How Grammar Will Drive Me to an Early Grave

This is me with a statue of Jack London.
This is me with a statue of Jack London.

So my devil-may-care, martini-joking self hides a worrier. And of the assorted things I worry about, Alzheimer’s or some equally terrible disease sucking away my brain is one. I don’t know why I am preoccupied with this. It does not seem to me others are as concerned. My Great Grandmother had Alzheimer’s. I worked in a skilled nursing home for a while and saw amazing people suffer memory/mental acuity loss. And I trend towards a form of hypochondria that can easily imagine the flu is meningitis or the plague.

(In my defense there are a lot of terrible illnesses that start with “flu-like” symptoms.)

Even if it’s not one of those diseases, the worrying itself is bad for you and can cause early death. I don’t know that for sure, but it seems like something that would be true, doesn’t it? I know worrying is not good for you.

Or good.

Even Jesus talked about it; and he only had two years to cover a whole lot of material.

But where grammar factors in as an alarming symptom is because I KNOW grammar. I know about the Oxford Comma Controversy (I am pro comma). I’m not quite as good with a semi colon, but I am solid with the colon. Sometimes I have to read aloud to determine if it is “me” or “I” or double check if the correct verb is plural or singular. I don’t know that  I will ever get lay, laid, lying, but I’m not aiming for perfection. Competency would serve.

And yet I make mistakes all the time. And do not catch them.

For example, in this other blog post. Right at the beginning? See the word gem? I had that spelled as “gym”. I proofed that post SEVERAL times and never caught it. I published it that way.

Some of the mistakes I make are from cutting/pasting and missing a tense change or even just pure typos. Others are because I am not paying attention.  But STILL.

How do I miss these mistakes? Why does my brain not catch them as I proof? I often use the old journalism trick of proof-reading backwards (thank you, Mrs. Tatum). And I still miss simple, obvious mistakes.

All the time.

So, this has me worried that this is some sort of early onset of a disease that will rob me of other faculties. How long before I forget what this “&” is called (or that I needed to use quotation marks around it)? How much time do I have before I forget one of my favorite words of all time: onomatopoeia. Will it happen slowly or just be BAM! SNAP! POOF! and gone? Is it yet another bad symptom that I thought I was witty with that last one?

I talked to my doctor about this and she said even if it is early dementia there is nothing that can be done. Nothing. Seriously. That was her best. It was enough to fragment what I’ve got left.

7 Comments

  1. Charise

    Hi, Sydney! You may have forgotten what else to say, but you used all the proper grammar! Hope you’re okay up your way. We’ve had a lot of small fires, but thankfully, extinguished quickly.

  2. Jef

    I’ve always admired Hollis Gillespie’s signature, which states: Typos are intensional.

    You cannot catch everything. Your mind fills in the missing words. You know you meant “you’re,” but you typed “your,” anyway.

    I am alarmed, however, by people writing “loose” when they mean “lose.”

    Still, perhaps Weird Al sums it up best: https://www.youtube.com/watch?v=8Gv0H-vPoDc.

  3. Katherine Bolger Hyde

    The proofreading gene is separate from the grammar gene. Not everyone who has one has the other. This is not a sign of early-onset dementia!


* [GOAL OF THE EXERCISE]:
Which lines in the records below mention the word "amplitude"? Copy each one out.

(Figure dataset records)
- - -

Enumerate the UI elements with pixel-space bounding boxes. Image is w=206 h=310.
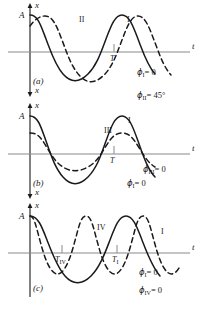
wave-comparison-figure: x x t A T II I (a) ϕI= 0 ϕII= 45° x x t … [0,0,206,310]
phi-subscript: I [133,183,135,189]
panel-label-c: (c) [33,284,43,293]
y-axis-label-bottom-b: x [35,188,39,197]
amplitude-label-a: A [19,11,25,20]
phase-label-I-a: ϕI= 0 [137,62,156,78]
phi-subscript: I [143,72,145,78]
phi-subscript: IV [145,290,151,296]
panel-a-plot [0,0,206,100]
period-label-a: T [110,55,114,63]
phase-label-I-c: ϕI= 0 [139,262,158,278]
amplitude-label-b: A [19,112,25,121]
period-subscript: IV [59,259,65,265]
phi-subscript: III [149,169,155,175]
phi-value: = 0 [155,164,166,174]
y-axis-arrow-bottom [28,194,33,199]
y-axis-label-b: x [35,101,39,110]
phi-symbol: ϕ [137,67,143,77]
y-axis-arrow [28,103,33,108]
curve-label-III: III [104,127,112,135]
amplitude-label-c: A [19,212,25,221]
curve-label-I-a: I [127,16,130,24]
y-axis-arrow-bottom [28,92,33,97]
period-label-IV: TIV [55,256,66,264]
x-axis-label-b: t [192,144,195,153]
panel-b: x x t A T III I (b) ϕIII= 0 ϕI= 0 [0,100,206,202]
phase-label-I-b: ϕI= 0 [127,173,146,189]
curve-label-I-b: I [128,117,131,125]
phi-value: = 0 [151,285,162,295]
phase-label-II-a: ϕII= 45° [137,85,165,101]
phi-symbol: ϕ [139,285,145,295]
phi-subscript: I [145,272,147,278]
phi-value: = 0 [135,178,146,188]
x-axis-label-c: t [192,243,195,252]
y-axis-label-bottom-a: x [35,86,39,95]
phi-symbol: ϕ [137,90,143,100]
phi-value: = 45° [147,90,166,100]
phi-symbol: ϕ [139,267,145,277]
period-label-b: T [110,157,114,165]
curve-label-II: II [79,16,84,24]
panel-b-plot [0,100,206,202]
phi-symbol: ϕ [127,178,133,188]
phase-label-III-b: ϕIII= 0 [143,159,166,175]
x-axis-label-a: t [192,42,195,51]
y-axis-label-a: x [35,1,39,10]
panel-c-plot [0,202,206,310]
phi-value: = 0 [145,67,156,77]
phase-label-IV-c: ϕIV= 0 [139,280,162,296]
panel-a: x x t A T II I (a) ϕI= 0 ϕII= 45° [0,0,206,100]
period-label-I: TI [112,256,118,264]
panel-c: x t A TIV TI IV I (c) ϕI= 0 ϕIV= 0 [0,202,206,310]
curve-III [30,133,155,171]
phi-value: = 0 [147,267,158,277]
panel-label-b: (b) [33,179,44,188]
curve-label-I-c: I [161,228,164,236]
curve-label-IV: IV [97,224,105,232]
y-axis-label-c: x [35,201,39,210]
y-axis-arrow [28,203,33,208]
panel-label-a: (a) [33,77,44,86]
y-axis-arrow [28,3,33,8]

- - -

* [SOLVED PROBLEM]:
amplitude-label-a: A [19,11,25,20]
amplitude-label-b: A [19,112,25,121]
amplitude-label-c: A [19,212,25,221]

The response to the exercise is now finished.